Alex Rodriguez’s record-setting and embattled major league career, launched when he was an 18-year-old shortstop in 1994, will end with his retirement after the 2017 season, the New York Yankees slugger told ESPN New York on Wednesday.
Rodriguez, 40, will step away from the game after the final season of a 10-year, $275 million contract – although some $25 million in salary was lost when A-Rod sat out the entire 2014 season while serving a suspension for his involvement in the Biogenesis performance-enhancing drug scandal.
 
Alex Rodriguez announces he will retire after 2017 season
 
It also appears he will step away from the game before threatening the all-time home run record of 762, held by Barry Bonds. After a 2015 season in which he rehabilitated both his public image and his baseball career by hitting 33 home runs, Rodriguez has 687 career home runs.
He’s a good bet to pass Yankees legend Babe Ruth for No. 3 on the list at 714 home runs  – possibly as soon as this year – but doesn’t figure to reach the heights of Bonds or Hank Aaron, who remains No. 2 at 755 home runs.
Rodriguez is a three-time American League MVP (2003, 2005, 2007) and 14-time All-Star who would easily possess the distinction of greatest player of his generation were it not for his connections to performance-enhancing drugs. After Sports Illustrated reported in 2009 that he failed a drug test in 2003, Rodriguez admitted to taking PEDs from 2001-2003, the first three seasons of his landmark 10-year, $252 million contract with the Texas Rangers.
Steroids were not banned by MLB during those years, and it appeared A-Rod restored his good name with a clutch playoff performance during the Yankees’ run to the 2009 World Series, during which he shed his label as postseason choker, hitting six home runs in their run to the championship.
But the 2013 Biogenesis scandal revealed A-Rod’s continued PED use long after Major League Baseball instituted a strident testing policy, with penalties. After stridently fighting a suspension throughout the final months of 2013 and into 2014 – including filing a lawsuit against the MLB players’ association – A-Rod accepted his season-long ban for the 2014 season.
Despite sitting out an entire season – and undergoing 2013 hip surgery – A-Rod returned with a flourish in 2015, hitting 33 home runs, compiling an .842 OPS and galvanizing a Yankees club that rallied for an AL wild card berth. Along the way, he endeared himself again to teammates and Yankees management, which wanted to withhold a bonus for Rodriguez passing Willie Mays with his 661st career home run; the player and club eventually reached a settlement on a charitable donation. Rodriguez also passed the 3,000-hit mark in 2015..

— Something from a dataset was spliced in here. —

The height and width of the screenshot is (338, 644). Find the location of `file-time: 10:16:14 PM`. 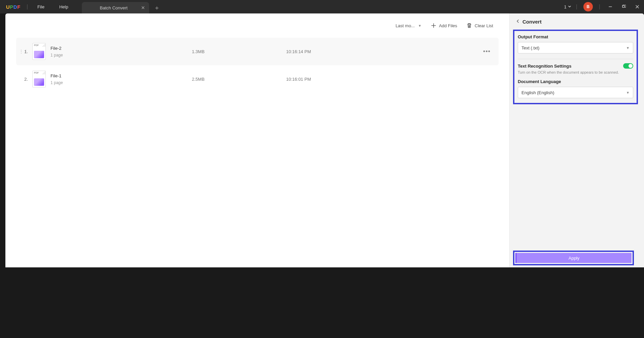

file-time: 10:16:14 PM is located at coordinates (320, 52).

Now, it appears he will play two more seasons – and complete a career in which he will gross around $420 million in earnings – before he moves on, some 23 years after it began.
Entering 2016, Rodriguez ranks fourth all time in home runs (687), 21st in hits (3,070), eighth in runs scored (2,002) and fourth in RBI (2,005). He also ranks 12th all-time with 119 Wins Above Replacement.